11. Favorite hobby? Internet, kitties, Internet cats

12. Do you have A.D.D.? Not officially.

13. What's one trait that you hate about yourself? First that comes to mind is my inability to save money.

14. The last disease you contracted? A cold, currently.

15. Name 3 thoughts at this exact moment. 1. I'm tired. 2. I'm tired of my nose running. 3. I wish I wasn't so tired.

16. Name 3 drinks you regularly drink? Water, soda, milk (I'm not drinking booze, currently)

17. Current worry right now? MONEY, ALWAYS MONEY.

18. Current hate right now? Eh, nothing has my ire currently.

19. Favorite place to be? At home playing with my darling cats or playing video games while the cats sleep.

20. How did you ring in the New Year? In Chicago, attended a party, got pleasantly drunk.

21. Like to travel? Not particularly.

22. Name three people who will complete this: I feel like Amanda would, and perhaps my sister. Maybe Sara Bauer?

23. Do you own slippers? Yes, two pairs: One set of grey houseshoes and one that looks like gorilla heads.

24. What color shirt are you wearing? Grey.

25. Do you like sleeping on satin sheets? No, my leg hairs get snagged in it.

26. Can you whistle? Yes

27. Favorite singer/band? Spoon

28. Could you ever make it 39 days on the show Survivor? Nope. Nor would I really want to. I'm not much for the outdoors, frankly.

29. What songs do you sing in the shower? Jamie Lidell, Smokey Robinson, Sam Cooke, 112, any R&B I've properly memorized.

30. Favorite girl's names? Eleanor, Isabella, Irina, Guadalupe, many many other Latino ones.

31. Favorite boy's name? Benjamin, Andrew (it helps to like one's own name, but I wouldn't do a Jr. thing with my first son), Ignacio, many many other Latino ones.

32. What's in your pocket right now? Keys, BlackJack.

33. Last thing that made you laugh? The ESPN Soccernet podcast (talking about Maradona being Argentina's national team coach).

34. Like your job? LOVE

36. Do you love where you live? Oh it's fine.

37. How many TVs do you have in your house? For the first time in my life, zero.

38. Who is your loudest friend? I really don't have any loud friends anymore.

39. Do you drive the speed limit or speed? Slight speeding, generally to stay with the traffic flow.

40. Does someone have a crush on you? I'm guessing so.

41. What is your favorite book? Crime and Punishment, which sounds cliche I know, but it really is.

42. What is your favorite candy? PayDay.

43. Favorite Sports Team? Oy I have too many sports I follow. I guess right now I'd have to say Tottenham Hotspur.

44. What were you doing 12 AM last night? Playing with kitties!

45. What was the first thing you thought of when you woke up today? I hope my kitties didn't destroy anything.

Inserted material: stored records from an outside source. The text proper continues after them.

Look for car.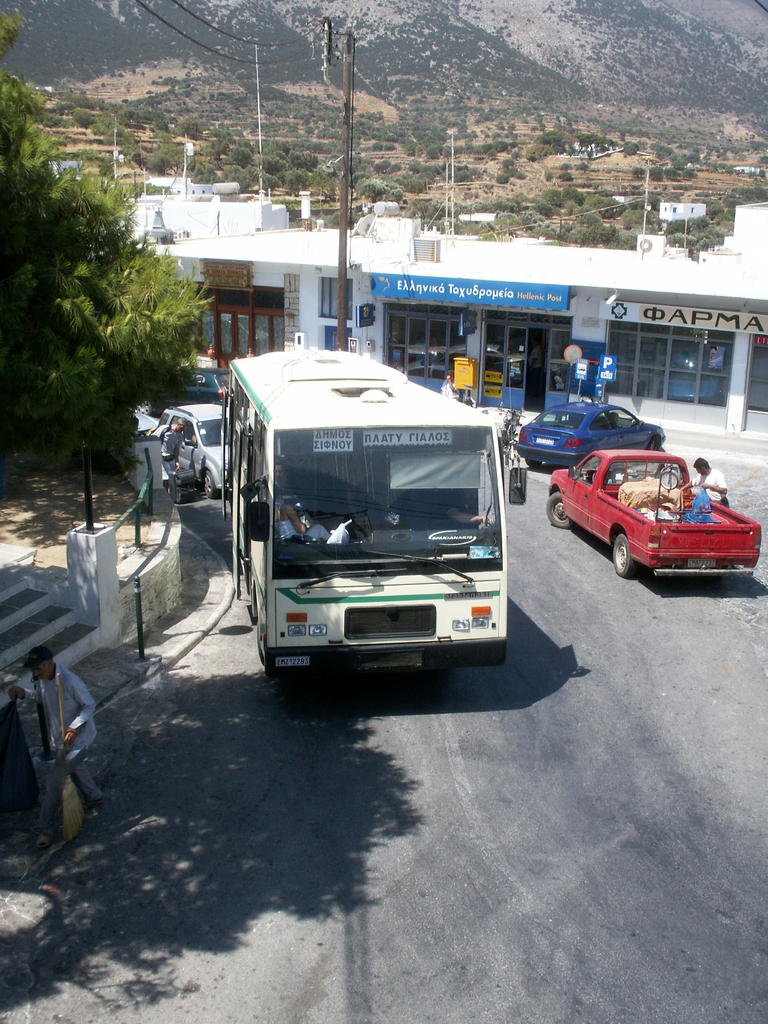
Found: bbox=[152, 369, 225, 419].
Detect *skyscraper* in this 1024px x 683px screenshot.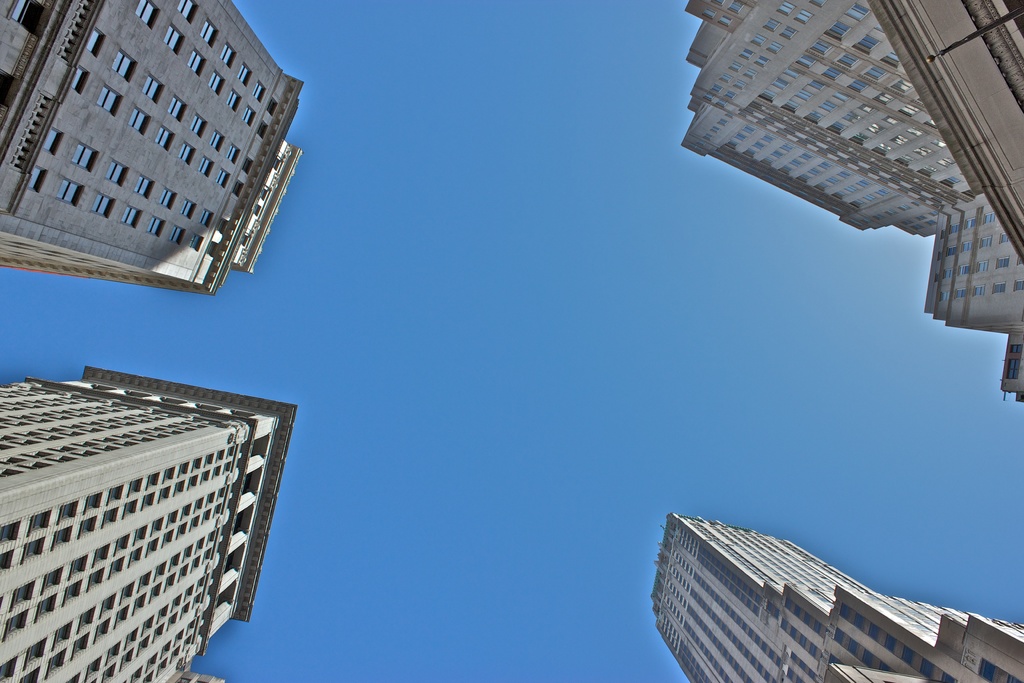
Detection: detection(0, 0, 310, 306).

Here's the thing, folks: Racism ain't dead. The Bush Doctrine ain't dead. Bible thumpers; bigots; Rush Limbaugh; "trickle-down" economic believers; selfish trust fund babies who worry exclusively about the capital gains and inheritance taxes; hypercapitalists; people who talk about the poor as though they're our nation's worst enemy and greatest shame; people who think we can just shoot our way out of our drug problems, our gang problems, our foreign policy disagreements; people who use words like "towelhead" and "sand nigger" unironically; people who use religion as a cudgel to beat people who think differently from them into submission, they're all still here, and they'll be here as long as humans walk the earth. President Barack Obama doesn't end any of this, let alone our economic woes, our very real debts, our deadly reliance on foreign petroleum, our pair of failed "wars," anything.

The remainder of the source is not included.